To Your Health

What's new in vitamin D research?

Q. I always thought high doses of vitamin D would be dangerous, but now I hear we might need at least 1000 IU/day. What's new in vitamin D research?

A. Vitamin D is really a "conditional nutrient" in the same category as coenzyme Q-10, glutathione, and glucosamine. These are all small organic molecules that the body is able to make but cannot always make in sufficient amounts to maintain health. Although vitamin D clearly fits the definition of a hormone, it has long been classified as a vitamin. It is produced in the skin when a form of cholesterol is changed into a steroid hormone by ultraviolet light.

Compared to the current dietary intake recommendations of 200-400 IU per day for adults, 20 minutes of exposure to sunlight of the correct wavelength generates about 20,000 IU of vitamin D in a healthy adult. This is clearly enough to avoid deficiency and build up the body's stores. Additional exposure to sunlight does not lead to overproduction of vitamin D because continued sunlight exposure destroys vitamin D. Circumstances such as having dark skin or living in higher latitudes reduce the production of vitamin D.

The classic sign of vitamin-D deficiency is failure to maintain normal blood levels of calcium, resulting in the formation of weak bones. This condition is called rickets in children and osteomalacia (early osteoporosis) in adults. Vitamin D strengthens bone by stimulating the absorption, not only of calcium, but also of phosphorus and magnesium.

By taking calcium from bones, vitamin D can raise blood levels of calcium, causing calcium to deposit in the body's soft tissues. Because the consequences of these calcium deposits are so severe, the Food and Nutrition Board established a very conservative tolerable upper limit, 1000 IU/day for infants and 2000 IU/day for children and adults. However, recently published research suggests that these limits are overly conservative and that vitamin D toxicity in healthy adults may begin at 10,000 IU/day. Some nutritionists are pushing for a Daily Value recommendation of 1000 IU/day to replace the current 400 IU/day.

Vitamin D receptors are present in most, if not all, body cells, and research suggests that vitamin D is involved in regulation of cell growth and differentiation – the process that determines what a cell will become. Vitamin D tends to inhibit cell growth and stimulate differentiation of cells. While cell growth is essential for wound healing, uncontrolled growth of cells with certain mutations may lead to cancer. The geographic distribution of several types of cancer (colon, breast, and prostate), high blood pressure, and several autoimmune diseases (multiple sclerosis, rheumatoid arthritis, and Type I diabetes) is similar to the historic geographic distribution of rickets, providing circumstantial evidence that decreased sunlight exposure may be related to an increased risk of developing these diseases.

The effect of vitamin D on psoriasis, a disfiguring skin disorder that affects some 50 million people worldwide, is well established. Psoriasis causes skin cells to multiply uncontrollably without differentiation so that they form an unsightly rash. Topical application of activated vitamin D can inhibit skin cell growth and is now approved by the U.S. Food and Drug Administration for treatment of psoriasis.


> [Description of the task]: Which lines in the records below contain the word "satellites"? Report each of them.

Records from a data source
*** Block opens ***

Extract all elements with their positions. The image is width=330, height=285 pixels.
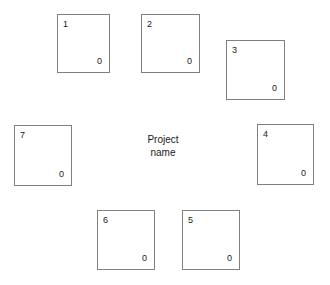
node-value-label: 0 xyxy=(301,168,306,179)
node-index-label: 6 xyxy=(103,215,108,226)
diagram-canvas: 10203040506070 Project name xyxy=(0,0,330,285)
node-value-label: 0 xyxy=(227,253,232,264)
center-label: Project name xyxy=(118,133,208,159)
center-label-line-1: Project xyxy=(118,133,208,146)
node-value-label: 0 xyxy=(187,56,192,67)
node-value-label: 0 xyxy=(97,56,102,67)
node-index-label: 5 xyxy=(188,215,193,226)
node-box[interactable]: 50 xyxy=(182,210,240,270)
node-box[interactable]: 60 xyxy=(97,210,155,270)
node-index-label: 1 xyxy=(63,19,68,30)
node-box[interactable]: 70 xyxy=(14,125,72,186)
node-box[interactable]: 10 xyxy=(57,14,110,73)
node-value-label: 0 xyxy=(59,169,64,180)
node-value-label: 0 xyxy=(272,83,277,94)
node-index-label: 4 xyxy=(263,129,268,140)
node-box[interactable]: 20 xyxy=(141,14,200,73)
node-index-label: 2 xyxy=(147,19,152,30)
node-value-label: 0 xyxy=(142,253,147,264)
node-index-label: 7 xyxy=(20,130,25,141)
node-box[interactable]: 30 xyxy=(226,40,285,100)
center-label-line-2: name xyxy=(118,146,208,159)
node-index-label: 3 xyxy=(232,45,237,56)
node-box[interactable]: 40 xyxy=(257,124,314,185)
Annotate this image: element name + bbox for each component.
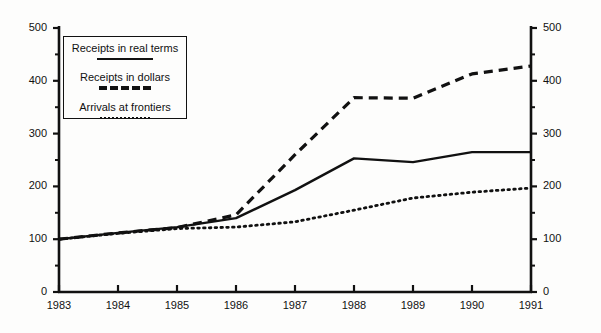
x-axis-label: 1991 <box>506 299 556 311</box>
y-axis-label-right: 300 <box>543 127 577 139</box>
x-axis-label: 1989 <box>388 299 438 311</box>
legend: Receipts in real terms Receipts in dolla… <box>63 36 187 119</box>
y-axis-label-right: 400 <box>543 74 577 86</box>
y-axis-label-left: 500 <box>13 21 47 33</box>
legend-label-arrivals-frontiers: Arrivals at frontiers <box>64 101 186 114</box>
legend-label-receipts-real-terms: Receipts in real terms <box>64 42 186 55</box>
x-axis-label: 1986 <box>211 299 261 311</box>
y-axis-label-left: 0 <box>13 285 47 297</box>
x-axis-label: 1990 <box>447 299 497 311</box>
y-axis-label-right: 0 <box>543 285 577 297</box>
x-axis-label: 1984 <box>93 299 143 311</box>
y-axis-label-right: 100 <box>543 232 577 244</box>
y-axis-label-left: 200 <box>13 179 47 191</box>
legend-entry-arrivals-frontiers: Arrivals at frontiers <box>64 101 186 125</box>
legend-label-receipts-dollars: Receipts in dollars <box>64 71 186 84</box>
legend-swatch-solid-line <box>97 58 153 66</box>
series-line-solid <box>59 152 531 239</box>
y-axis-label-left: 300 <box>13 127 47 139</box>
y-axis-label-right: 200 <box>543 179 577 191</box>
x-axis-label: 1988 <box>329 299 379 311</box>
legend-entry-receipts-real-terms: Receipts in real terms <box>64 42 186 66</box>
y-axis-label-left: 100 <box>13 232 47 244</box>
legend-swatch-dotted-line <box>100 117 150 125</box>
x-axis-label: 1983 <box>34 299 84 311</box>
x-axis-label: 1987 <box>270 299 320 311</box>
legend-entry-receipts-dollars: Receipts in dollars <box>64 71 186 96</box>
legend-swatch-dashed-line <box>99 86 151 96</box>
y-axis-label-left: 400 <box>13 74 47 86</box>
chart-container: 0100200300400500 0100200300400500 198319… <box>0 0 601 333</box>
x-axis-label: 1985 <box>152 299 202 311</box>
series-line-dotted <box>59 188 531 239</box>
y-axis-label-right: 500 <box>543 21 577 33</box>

*** Block closes ***
*** Block opens ***

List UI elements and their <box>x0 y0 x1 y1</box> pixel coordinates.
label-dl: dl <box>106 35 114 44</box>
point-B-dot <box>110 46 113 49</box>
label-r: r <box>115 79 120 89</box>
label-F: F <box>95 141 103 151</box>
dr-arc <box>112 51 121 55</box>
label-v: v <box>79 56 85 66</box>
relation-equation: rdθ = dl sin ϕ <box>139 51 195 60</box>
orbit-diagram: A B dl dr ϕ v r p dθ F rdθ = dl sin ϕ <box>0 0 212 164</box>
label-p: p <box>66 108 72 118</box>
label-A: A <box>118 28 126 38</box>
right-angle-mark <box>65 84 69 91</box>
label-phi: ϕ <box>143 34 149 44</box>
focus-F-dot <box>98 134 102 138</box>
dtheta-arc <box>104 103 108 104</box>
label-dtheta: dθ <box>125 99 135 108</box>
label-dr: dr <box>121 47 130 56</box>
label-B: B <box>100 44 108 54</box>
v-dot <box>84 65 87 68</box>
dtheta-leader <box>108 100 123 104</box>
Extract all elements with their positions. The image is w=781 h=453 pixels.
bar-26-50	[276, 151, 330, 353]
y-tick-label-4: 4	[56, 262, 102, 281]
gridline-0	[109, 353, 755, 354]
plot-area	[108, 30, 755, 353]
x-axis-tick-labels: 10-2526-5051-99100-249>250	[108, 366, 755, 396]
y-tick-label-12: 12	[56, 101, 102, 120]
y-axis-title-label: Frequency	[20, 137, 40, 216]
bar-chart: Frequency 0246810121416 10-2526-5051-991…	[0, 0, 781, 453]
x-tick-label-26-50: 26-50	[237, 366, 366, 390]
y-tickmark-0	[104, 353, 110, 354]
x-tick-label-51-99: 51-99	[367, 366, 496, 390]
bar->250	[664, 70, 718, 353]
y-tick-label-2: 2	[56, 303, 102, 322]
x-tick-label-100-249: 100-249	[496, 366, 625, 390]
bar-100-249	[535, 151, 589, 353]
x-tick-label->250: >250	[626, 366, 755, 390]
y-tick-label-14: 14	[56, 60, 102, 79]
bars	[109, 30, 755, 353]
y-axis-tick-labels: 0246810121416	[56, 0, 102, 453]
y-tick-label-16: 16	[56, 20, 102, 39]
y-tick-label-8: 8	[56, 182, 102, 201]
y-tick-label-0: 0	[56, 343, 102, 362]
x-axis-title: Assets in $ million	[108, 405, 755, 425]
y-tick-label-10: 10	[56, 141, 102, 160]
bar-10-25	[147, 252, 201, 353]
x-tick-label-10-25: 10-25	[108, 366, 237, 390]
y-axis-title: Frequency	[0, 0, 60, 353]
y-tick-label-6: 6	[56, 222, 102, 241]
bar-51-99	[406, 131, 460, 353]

*** Block closes ***
*** Block opens ***

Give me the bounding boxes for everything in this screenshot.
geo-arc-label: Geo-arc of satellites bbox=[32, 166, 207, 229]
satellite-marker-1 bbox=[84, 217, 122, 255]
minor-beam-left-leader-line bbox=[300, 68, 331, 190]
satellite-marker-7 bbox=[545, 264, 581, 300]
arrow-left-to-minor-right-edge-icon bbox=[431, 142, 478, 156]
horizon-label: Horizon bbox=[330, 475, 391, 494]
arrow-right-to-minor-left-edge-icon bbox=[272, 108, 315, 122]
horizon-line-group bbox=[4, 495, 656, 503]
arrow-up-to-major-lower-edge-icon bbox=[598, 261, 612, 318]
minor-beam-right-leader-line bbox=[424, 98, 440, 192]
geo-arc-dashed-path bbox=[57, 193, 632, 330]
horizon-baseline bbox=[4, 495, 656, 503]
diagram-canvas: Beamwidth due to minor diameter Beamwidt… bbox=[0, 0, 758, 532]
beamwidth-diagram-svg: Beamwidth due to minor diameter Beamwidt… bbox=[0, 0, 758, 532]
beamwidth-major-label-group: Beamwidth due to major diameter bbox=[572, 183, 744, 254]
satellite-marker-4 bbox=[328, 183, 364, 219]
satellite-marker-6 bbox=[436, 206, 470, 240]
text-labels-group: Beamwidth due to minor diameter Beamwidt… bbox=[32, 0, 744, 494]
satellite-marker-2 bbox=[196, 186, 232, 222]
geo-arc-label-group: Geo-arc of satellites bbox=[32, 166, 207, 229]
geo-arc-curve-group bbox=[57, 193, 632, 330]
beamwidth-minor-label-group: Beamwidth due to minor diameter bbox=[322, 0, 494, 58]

*** Block closes ***

> [Your solution]:
geo-arc-label: Geo-arc of satellites bbox=[32, 166, 207, 229]
geo-arc-label-group: Geo-arc of satellites bbox=[32, 166, 207, 229]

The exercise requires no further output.